Years ago, when writer (and Tarot specialist) Jessa Crispin came to New Zealand to talk about her book Why I am not a feminist: A manifesto, I asked her what her solution to a misogynistic society might be. “A modern convent,” she answered. Where women could do good work for others, make art, fuck if they wanted to. Men could visit but it wouldn’t be theirs to own or exploit or have opinions about. I have thought about this idea a lot: it’s appealing, to create your own community, trade one set of politics for a fresh start at it. God knows it’s been trialled over and over and over again: by all manner of religions, by hippies, by Circe. But can it ever work? Can you ever overcome the foibles of hierarchy, power thirsts, can the collision of individual pains and desires ever be homogenised into one harmonious system? Should you even try?
These questions are at the heart of the Iníon plot in Hagstone. Nell is invited to Rathglas, the Iníons’ converted convent, to learn about the women, talk and record their histories in a “bible”, a work of craft reminiscent of Neva Elliott’s The Elliott Condensed Bible, which Gleeson lists among the many artworks that inspired the novel. It also reminded me of the Bayeux Tapestry: a handmade history, a tactile litany of battles, most likely crafted from the hands of women. I came to think of the Iníon community as an attempted artwork in itself: the shaping of injuries into some kind of new order, the same as Nell’s attempt at moulding sand and stone into something beautiful and of the place itself.
But in this novel, the mysteries and drama of the Iníon plot is both central and unimportant. What thrilled me about this book is the intensity of what it lets in; what haunts the place and people on the island haunts us, the readers, too: the island is plagued by “recurrent hum phenomenon”, a sound that turns some (mostly men) mad, makes women bleed; there is a sudden pelt of dead seagulls; a famous male movie star blunders onto the island, a metonym for crashingly bad, extractive Hollywood “art”; the loud history of women being silenced, “witches” killed; a dead whale washes up: “Muscles, once taut, all torsion, flop to one side of a large wound. It is almost vulvic, gleaming.”

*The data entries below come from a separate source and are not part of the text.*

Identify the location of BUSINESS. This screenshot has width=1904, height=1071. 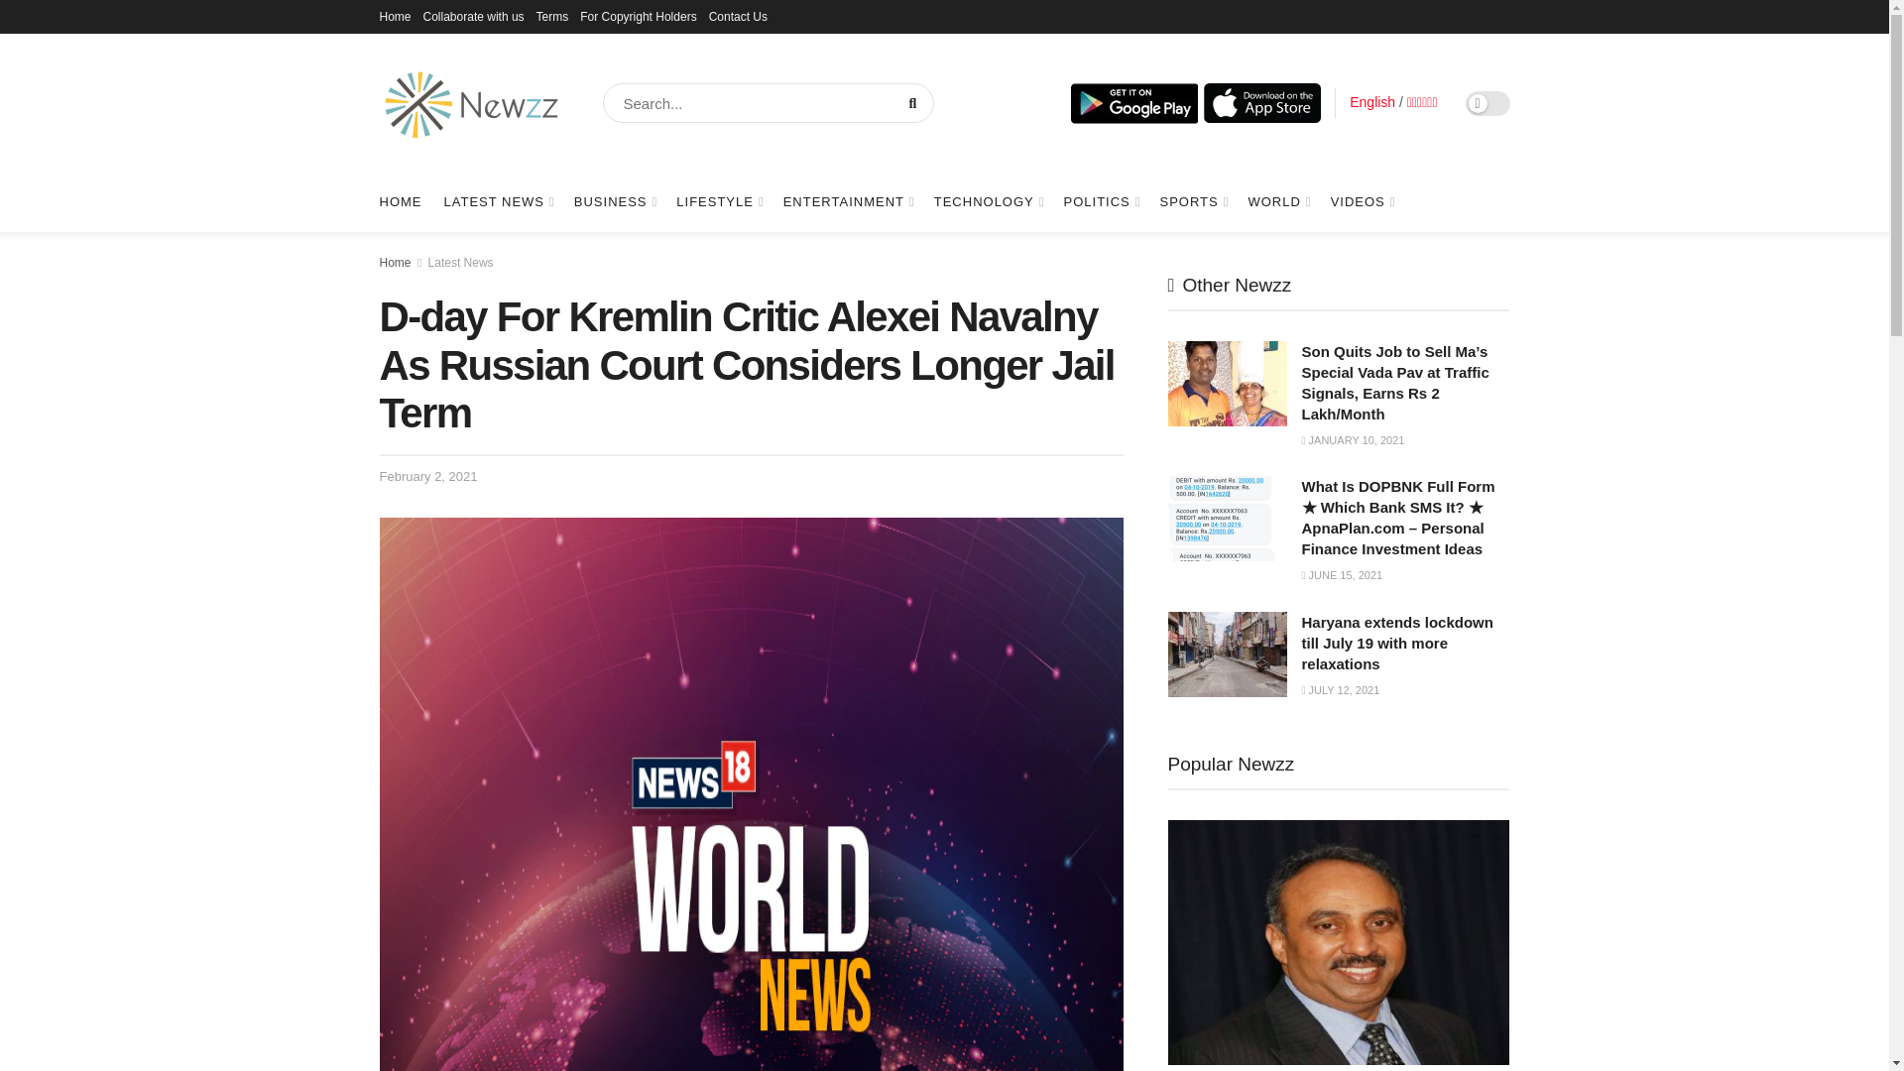
(615, 202).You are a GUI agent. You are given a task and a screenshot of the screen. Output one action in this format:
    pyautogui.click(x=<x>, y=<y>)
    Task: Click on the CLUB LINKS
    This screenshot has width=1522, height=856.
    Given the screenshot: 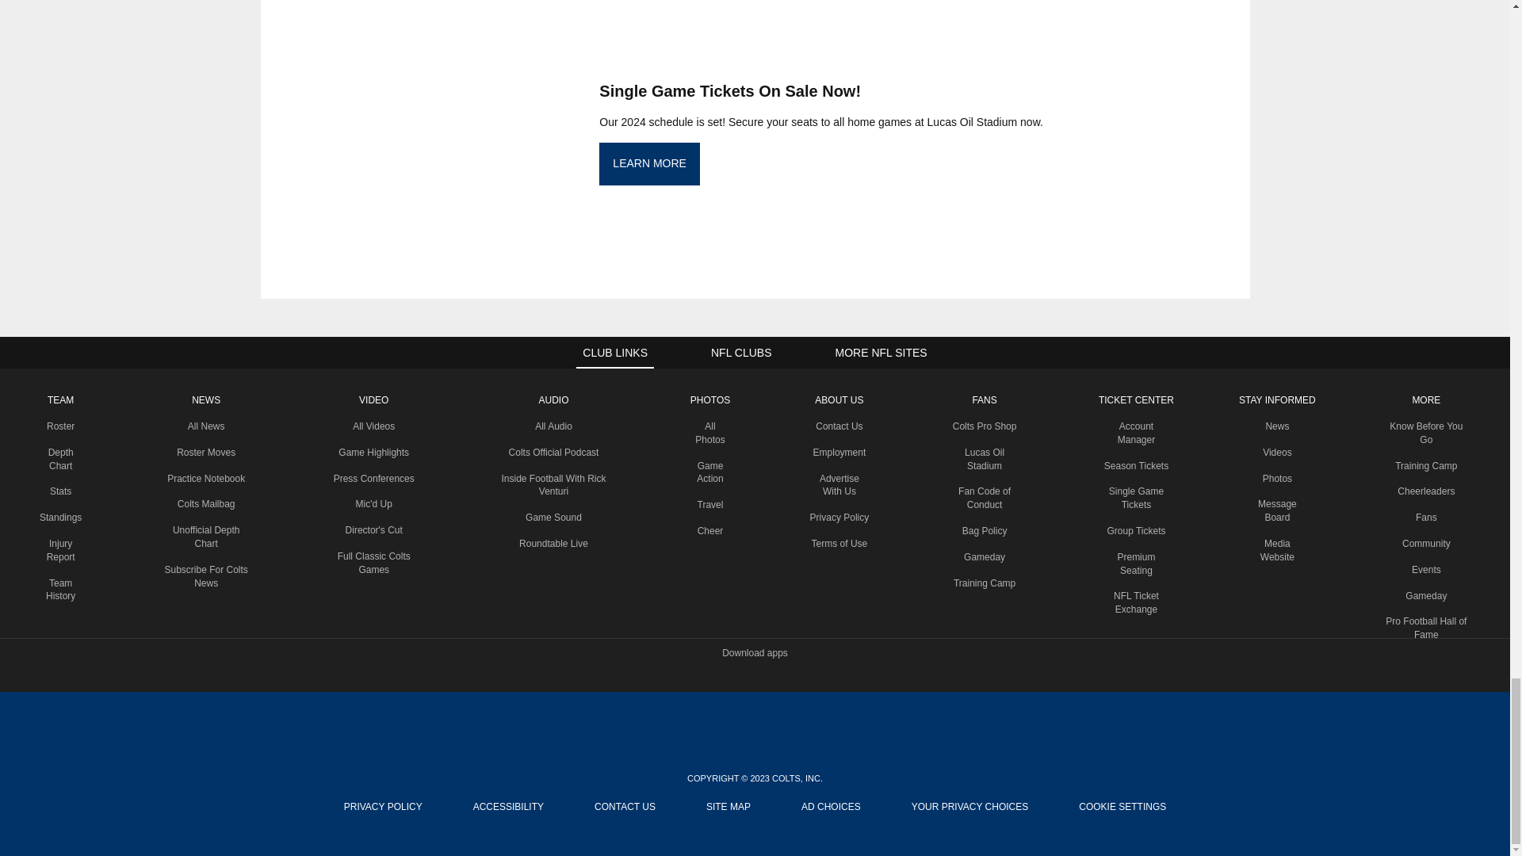 What is the action you would take?
    pyautogui.click(x=615, y=353)
    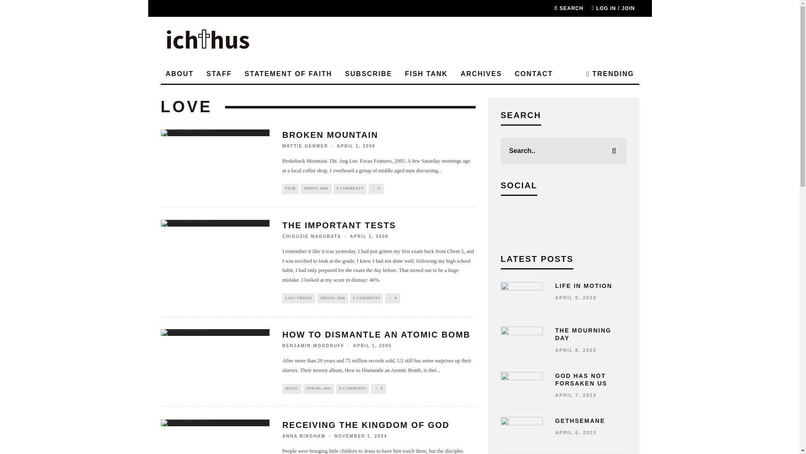 The image size is (806, 454). What do you see at coordinates (179, 74) in the screenshot?
I see `ABOUT` at bounding box center [179, 74].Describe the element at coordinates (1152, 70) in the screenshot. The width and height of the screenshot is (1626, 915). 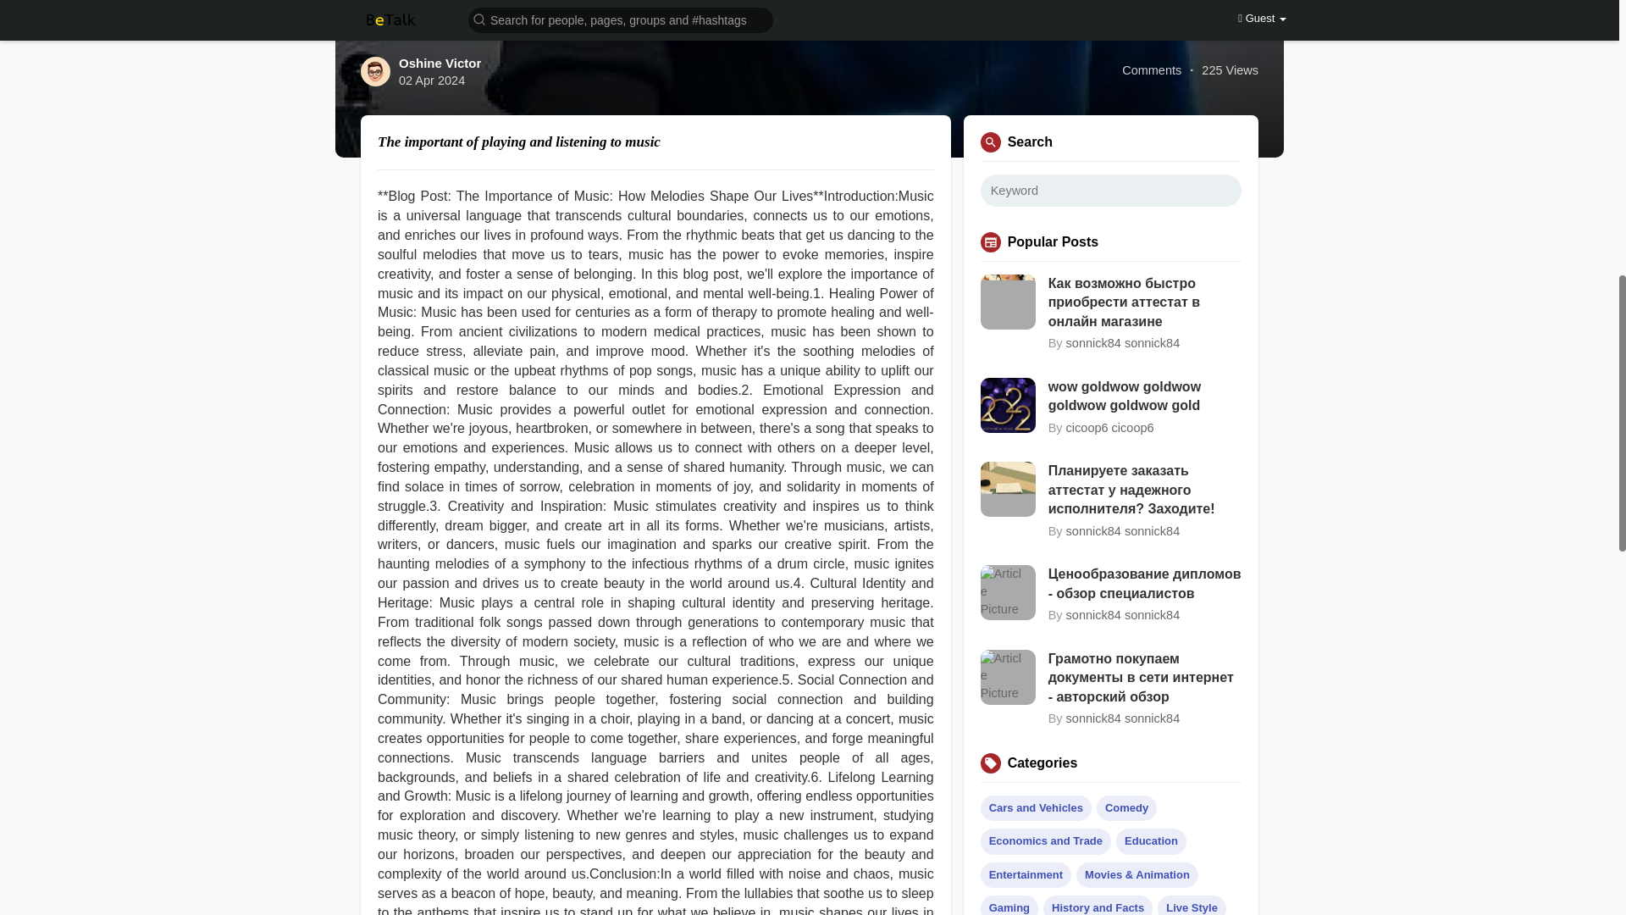
I see `Comments` at that location.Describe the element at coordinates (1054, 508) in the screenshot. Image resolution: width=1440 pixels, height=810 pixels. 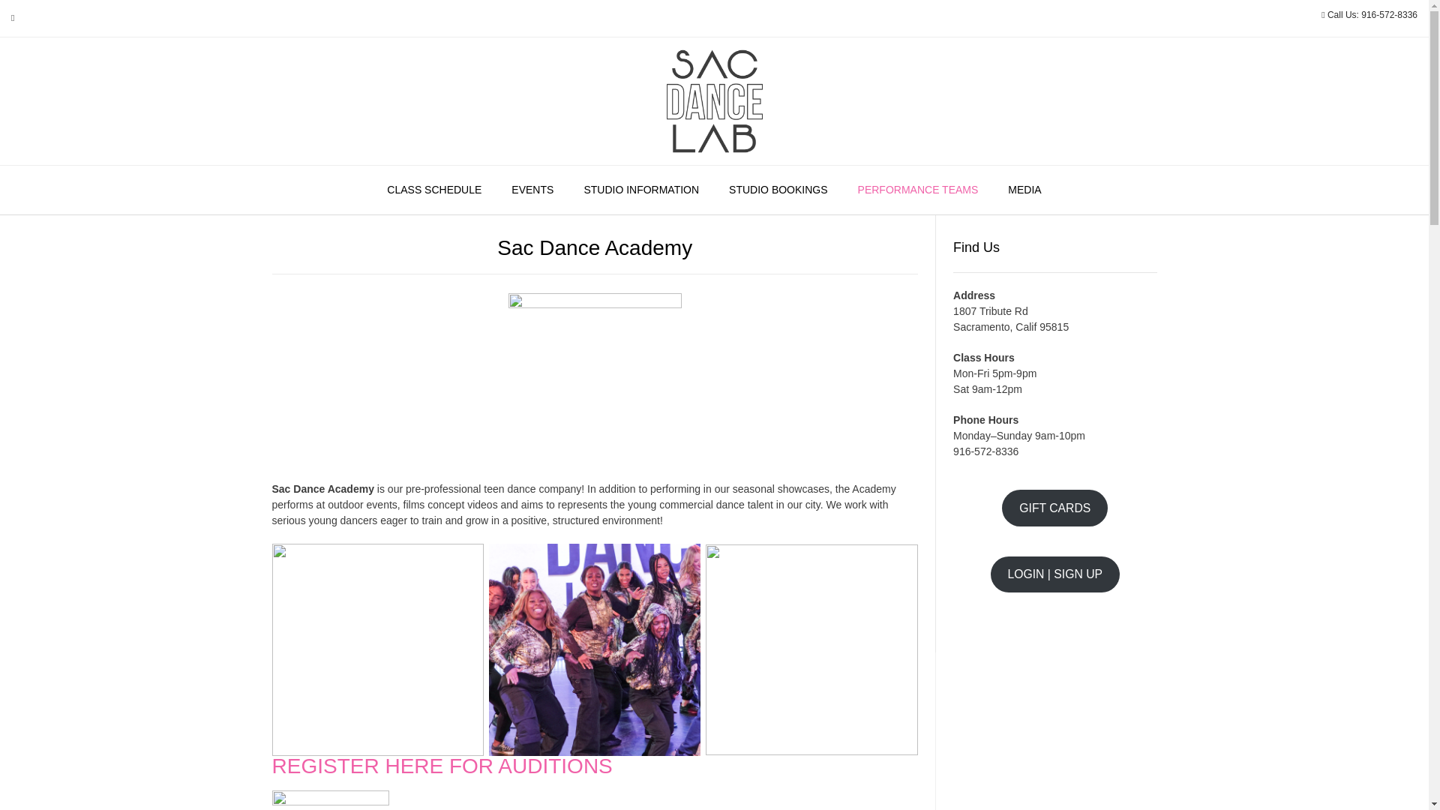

The power of women’s bodies pulses between and behind and inside Gleeson’s sharp, glittering prose. The language is chewsome; the chapters zing and lift, helped by the deft use of the dash to mark lines of dialogue (an invention I’m not sure I’ve seen anywhere else but one I’ll be pinching). This is a slippery novel about a sturdy woman, an artist, who relies on herself, who weathers uncertainty, even creates from it. Even while Nell is an oddity in her own home – whispered about, a suspected uncanny, thanks to her self-sufficiency, the way she can make her own medicines, live alone, have sex in the woods – she is happily “unmarriable. Thank fuck for that” – and that means she’ll never be relegated from artist to “someone’s wife”. Nell travels inside the island’s mysteries, failures, bleeds, and shocks, only to come out whole and ready.
We are currently in a spell of enchantment with Irish writing. Which is not a particularly new phenomenon as Ireland has always valued and supported culture as a powerful export, an economic stimulus, a vehicle for processing collective trauma. Gleeson’s Hagstone is a gem among Irish offerings but it is also a timeless hum to the powers of language, art and resistance, a spiral that women have been building since forever.
Hagstone by Sinéad Gleeson ($49, Fourth Estate) is available from Unity Books Wellington and Auckland. Gleeson is appearing in Christchurch on 13 May with WORD Christchurch; in Wellington on 14 May with Verb Wellington; and in will appear in four events in Auckland between 17 – 19 May at Auckland Writers Festival.